The students did all this useless work out of fear. The punishments could be quite severe for tardiness. Sometimes a teacher would leave for his succeeding class and the next teacher would be late. Meantime, I would do a little of my homework. However, the noise level of the class would get out of control. The next teacher would storm in and ask everyone to stand up and raise their hands. Then, he would leave and bring back a thick stick. He would then go around the room and tell each one of us to lower his arms and show him the open palms. Our hands would be hit anywhere from 1 to 9 times; the punishment depended on how much the teacher liked you.
The same punishments were handed out for not doing the homework and performing poorly on a test. It was this fear that drove me to finish my school work. When I was in the evening shift, I would start my homework at around 9 or 10 p.m. and often continue till 3 a.m. I often committed to memory entire chapters from my science book without understanding a single paragraph. I could perfectly write out entire stories from my Islamic studies but I didn’t know what they meant. I could recite the prayers in Arabic without knowing their meaning. Such were the rotten fruits of fear.
I vividly remember one incident. Our Urdu teacher was once talking to a few students in the front of the class. A few rows back, a student was causing a ruckus. The bearded teacher told him to shut up and he piped down for a few minutes. The teacher called him by name the second time and again he was quite for a short while.
Finally, the teacher had had enough. He got up. The entire class went silent. He went over to the student and started slapping him. The student covered his face. The teacher started to slap and punch him on the neck and the back with each hit more forceful than the last. The kid sitting next to the student got up from the desk and stepped away. The teacher kept on brutally beating the student. The student started crying and fell to the ground within the desk. The teacher grabbed the front of the desk with his left hand and the back with his right.

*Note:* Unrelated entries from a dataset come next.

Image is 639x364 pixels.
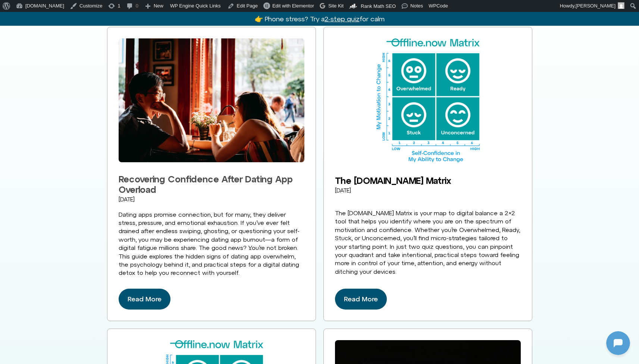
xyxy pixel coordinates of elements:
a: Read more about Recovering Confidence After Dating App Overload [118,289,170,309]
span: Rank Math SEO [361,4,396,9]
p: Good to see you. Phone focus time. Which moment [DATE] grabs your phone the most? Choose one: 1) ... [22,79,133,115]
p: [DATE] [65,61,85,70]
textarea: Message Input [13,240,115,248]
p: Makes sense — you want clarity. When do you reach for your phone most [DATE]? Choose one: 1) Morn... [22,128,133,173]
img: N5FCcHC.png [2,108,12,118]
h2: [DOMAIN_NAME] [22,5,115,14]
button: Expand Header Button [2,2,147,18]
img: N5FCcHC.png [7,4,19,16]
a: Recovering Confidence After Dating App Overload [118,174,293,195]
span: Read More [344,293,378,305]
a: The [DOMAIN_NAME] Matrix [335,175,451,186]
h1: [DOMAIN_NAME] [46,19,103,29]
img: Illustration of the Offline.now Matrix, a digital wellbeing tool based on digital wellbeing and h... [335,39,521,162]
span: Read More [128,293,162,305]
time: [DATE] [118,196,135,202]
div: Dating apps promise connection, but for many, they deliver stress, pressure, and emotional exhaus... [118,211,304,277]
div: The [DOMAIN_NAME] Matrix is your map to digital balance a 2×2 tool that helps you identify where ... [335,209,521,275]
svg: Voice Input Button [128,238,140,250]
span: Edit with Elementor [272,3,314,9]
svg: Close Chatbot Button [130,4,143,16]
u: 2-step quiz [324,15,359,23]
svg: Restart Conversation Button [118,4,130,16]
img: Image for Recovering Confidence After Dating App Overload. Two people on a date [118,39,304,162]
iframe: Botpress [606,331,630,355]
time: [DATE] [335,187,351,193]
img: N5FCcHC.png [2,214,12,225]
span: [PERSON_NAME] [576,3,615,9]
a: [DATE] [335,187,351,194]
a: [DATE] [118,196,135,203]
a: Read more about The Offline.now Matrix [335,289,387,309]
p: Looks like you stepped away—no worries. Message me when you're ready. What feels like a good next... [22,186,133,221]
a: 👉 Phone stress? Try a2-step quizfor calm [255,15,384,23]
span: Site Kit [328,3,344,9]
img: N5FCcHC.png [2,165,12,176]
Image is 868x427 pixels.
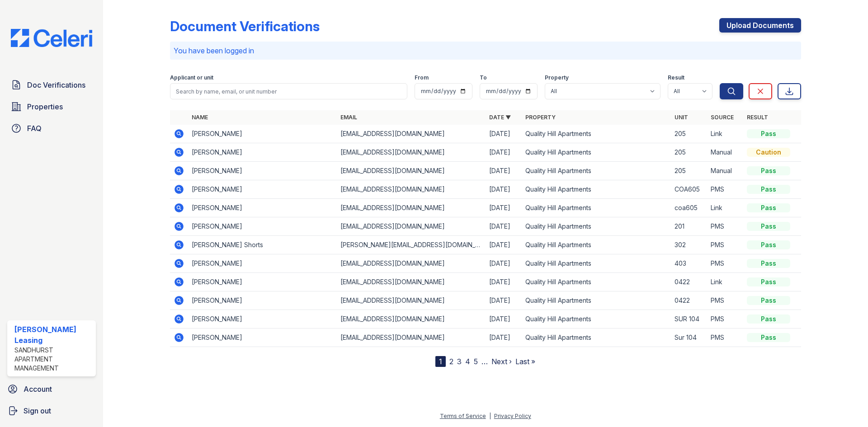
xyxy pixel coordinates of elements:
td: [DATE] [485,199,522,217]
td: 201 [671,217,707,236]
td: 302 [671,236,707,254]
td: [EMAIL_ADDRESS][DOMAIN_NAME] [337,143,485,162]
span: FAQ [27,123,42,134]
td: [PERSON_NAME] [188,254,337,273]
span: Properties [27,101,63,112]
td: [PERSON_NAME] [188,199,337,217]
td: PMS [707,310,744,328]
a: Next › [491,357,512,366]
td: [DATE] [485,143,522,162]
td: 205 [671,162,707,180]
td: [DATE] [485,124,522,143]
div: Pass [747,314,791,324]
td: [DATE] [485,254,522,273]
td: PMS [707,236,744,254]
label: Result [668,74,685,81]
td: Link [707,273,744,291]
td: Quality Hill Apartments [522,310,671,328]
a: Sign out [3,402,99,420]
td: Quality Hill Apartments [522,328,671,347]
a: Properties [7,98,96,116]
td: [EMAIL_ADDRESS][DOMAIN_NAME] [337,254,485,273]
td: Quality Hill Apartments [522,291,671,310]
td: [DATE] [485,310,522,328]
div: Pass [747,296,791,305]
td: PMS [707,291,744,310]
td: COA605 [671,180,707,199]
td: [EMAIL_ADDRESS][DOMAIN_NAME] [337,199,485,217]
td: 205 [671,143,707,162]
td: coa605 [671,199,707,217]
td: 205 [671,124,707,143]
a: Source [710,114,734,120]
div: | [489,412,491,420]
div: Sandhurst Apartment Management [15,346,92,373]
td: [EMAIL_ADDRESS][DOMAIN_NAME] [337,124,485,143]
td: [DATE] [485,291,522,310]
a: 2 [450,357,454,366]
td: Quality Hill Apartments [522,124,671,143]
a: Property [526,114,555,120]
div: Pass [747,166,791,175]
span: Sign out [24,406,51,416]
a: 3 [457,357,461,366]
div: Pass [747,203,791,213]
span: Doc Verifications [27,79,85,91]
td: [PERSON_NAME] [188,328,337,347]
td: [DATE] [485,236,522,254]
td: [PERSON_NAME] [188,217,337,236]
label: To [480,74,487,81]
td: [PERSON_NAME][EMAIL_ADDRESS][DOMAIN_NAME] [337,236,485,254]
td: [PERSON_NAME] [188,124,337,143]
td: 403 [671,254,707,273]
label: Property [545,74,569,81]
label: From [414,74,428,81]
a: FAQ [7,119,96,138]
a: Date ▼ [489,114,511,120]
td: [DATE] [485,273,522,291]
td: [PERSON_NAME] [188,273,337,291]
td: [DATE] [485,180,522,199]
td: Quality Hill Apartments [522,162,671,180]
td: Quality Hill Apartments [522,217,671,236]
td: Link [707,124,744,143]
div: Pass [747,333,791,342]
div: Caution [747,148,791,157]
div: Pass [747,277,791,287]
a: Result [747,114,768,120]
a: Account [3,380,99,399]
td: PMS [707,254,744,273]
img: CE_Logo_Blue-a8612792a0a2168367f1c8372b55b34899dd931a85d93a1a3d3e32e68fde9ad4.png [3,29,99,47]
span: … [481,356,488,367]
td: [EMAIL_ADDRESS][DOMAIN_NAME] [337,162,485,180]
td: Quality Hill Apartments [522,254,671,273]
div: [PERSON_NAME] Leasing [15,324,92,346]
td: PMS [707,180,744,199]
a: Terms of Service [440,412,486,420]
td: Sur 104 [671,328,707,347]
a: Email [340,114,357,120]
td: [EMAIL_ADDRESS][DOMAIN_NAME] [337,273,485,291]
a: Name [192,114,208,120]
td: [DATE] [485,162,522,180]
td: [DATE] [485,328,522,347]
td: [EMAIL_ADDRESS][DOMAIN_NAME] [337,217,485,236]
td: [EMAIL_ADDRESS][DOMAIN_NAME] [337,180,485,199]
td: PMS [707,328,744,347]
div: 1 [436,356,446,367]
td: Quality Hill Apartments [522,180,671,199]
p: You have been logged in [173,45,798,56]
td: [PERSON_NAME] [188,162,337,180]
td: PMS [707,217,744,236]
a: 4 [465,357,470,366]
td: SUR 104 [671,310,707,328]
td: [DATE] [485,217,522,236]
input: Search by name, email, or unit number [170,83,407,99]
a: Doc Verifications [7,76,96,94]
td: [PERSON_NAME] [188,143,337,162]
td: Quality Hill Apartments [522,143,671,162]
td: [EMAIL_ADDRESS][DOMAIN_NAME] [337,328,485,347]
td: [PERSON_NAME] Shorts [188,236,337,254]
span: Account [24,384,52,395]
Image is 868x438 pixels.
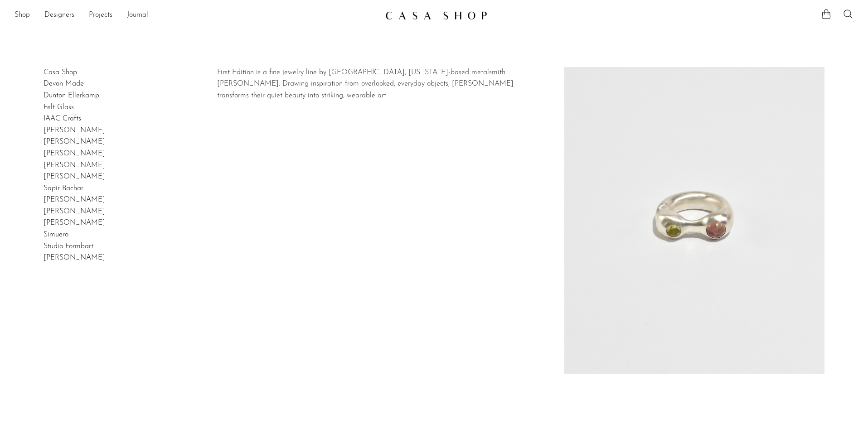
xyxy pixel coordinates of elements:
[43,127,105,134] a: [PERSON_NAME]
[15,8,378,23] ul: NEW HEADER MENU
[43,231,69,239] a: Simuero
[43,150,105,157] a: [PERSON_NAME]
[43,208,105,215] a: [PERSON_NAME]
[43,69,77,76] a: Casa Shop
[15,10,30,22] a: Shop
[43,92,99,99] a: Dunton Ellerkamp
[43,254,105,261] a: [PERSON_NAME]
[127,10,148,22] a: Journal
[43,138,105,146] a: [PERSON_NAME]
[15,8,378,23] nav: Desktop navigation
[43,173,105,180] a: [PERSON_NAME]
[43,219,105,226] a: [PERSON_NAME]
[217,67,521,102] div: First Edition is a fine jewelry line by [GEOGRAPHIC_DATA], [US_STATE]-based metalsmith [PERSON_NA...
[89,10,113,22] a: Projects
[43,161,105,169] a: [PERSON_NAME]
[43,104,74,111] a: Felt Glass
[43,196,105,203] a: [PERSON_NAME]
[43,115,81,122] a: IAAC Crafts
[43,80,84,88] a: Devon Made
[43,185,83,192] a: Sapir Bachar
[43,243,94,250] a: Studio Formbart
[44,10,75,22] a: Designers
[564,67,825,374] img: Shauna Dunn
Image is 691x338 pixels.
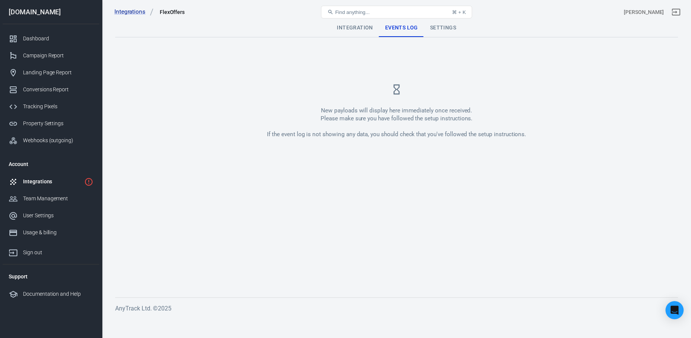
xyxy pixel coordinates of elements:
[160,8,185,16] div: FlexOffers
[23,195,93,203] div: Team Management
[23,229,93,237] div: Usage & billing
[23,249,93,257] div: Sign out
[23,103,93,111] div: Tracking Pixels
[23,212,93,220] div: User Settings
[23,52,93,60] div: Campaign Report
[3,98,99,115] a: Tracking Pixels
[321,6,472,19] button: Find anything...⌘ + K
[3,207,99,224] a: User Settings
[331,19,379,37] div: Integration
[23,86,93,94] div: Conversions Report
[23,69,93,77] div: Landing Page Report
[424,19,462,37] div: Settings
[23,35,93,43] div: Dashboard
[3,224,99,241] a: Usage & billing
[23,178,81,186] div: Integrations
[452,9,466,15] div: ⌘ + K
[3,241,99,261] a: Sign out
[3,132,99,149] a: Webhooks (outgoing)
[3,30,99,47] a: Dashboard
[3,268,99,286] li: Support
[3,64,99,81] a: Landing Page Report
[3,47,99,64] a: Campaign Report
[3,81,99,98] a: Conversions Report
[379,19,424,37] div: Events Log
[115,304,678,314] h6: AnyTrack Ltd. © 2025
[23,137,93,145] div: Webhooks (outgoing)
[23,120,93,128] div: Property Settings
[84,178,93,187] svg: 2 networks not verified yet
[667,3,685,21] a: Sign out
[3,190,99,207] a: Team Management
[3,173,99,190] a: Integrations
[666,301,684,320] div: Open Intercom Messenger
[3,9,99,15] div: [DOMAIN_NAME]
[114,8,154,16] a: Integrations
[3,155,99,173] li: Account
[267,107,526,139] div: New payloads will display here immediately once received. Please make sure you have followed the ...
[624,8,664,16] div: Account id: UQweojfB
[23,290,93,298] div: Documentation and Help
[3,115,99,132] a: Property Settings
[335,9,369,15] span: Find anything...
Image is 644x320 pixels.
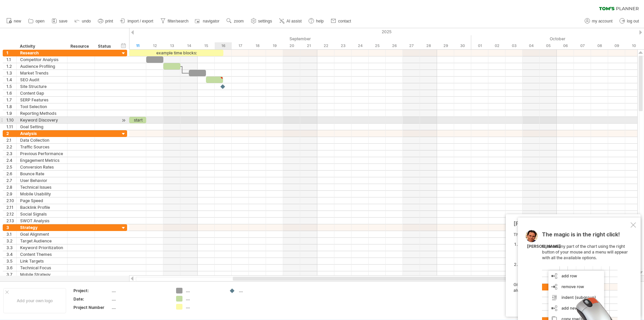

He then started to kick the bawling student. He kicked him for about 20 seconds. He then went to his desk while swearing. No-one said a word.
That was the last class of the evening. The brutalized student wailed all the way to home with visible shoe marks on his white shirt. Soon, practically everyone knew what had happened. A few days later, the same bearded teacher seemed quite miffed. He said that while he was shopping, the few Pakistani shopkeepers around the school had asked him to go easy on said student because he was devoutly religious. That was the sum total of the outrage. The only reason these Pakistanis uttered a few words was because the said student was a spellbinding Quran reciter.
It is no secret that Muslim parents themselves hand out medieval punishments in the home. They don’t expect much pity from the teachers in school. A teacher could be cruel to his pupils for decades without as much as a telephone complaint. These people show such tender affection to their loved ones. I shudder to think of what they would do to the hated kufaar.
A life changing event was to occur. Up till then, I had lived in Pakistan and Saudi Arabia. My mind had been imprisoned by fear and ignorance for all this time. The Land of Trinity would completely shatter the cage.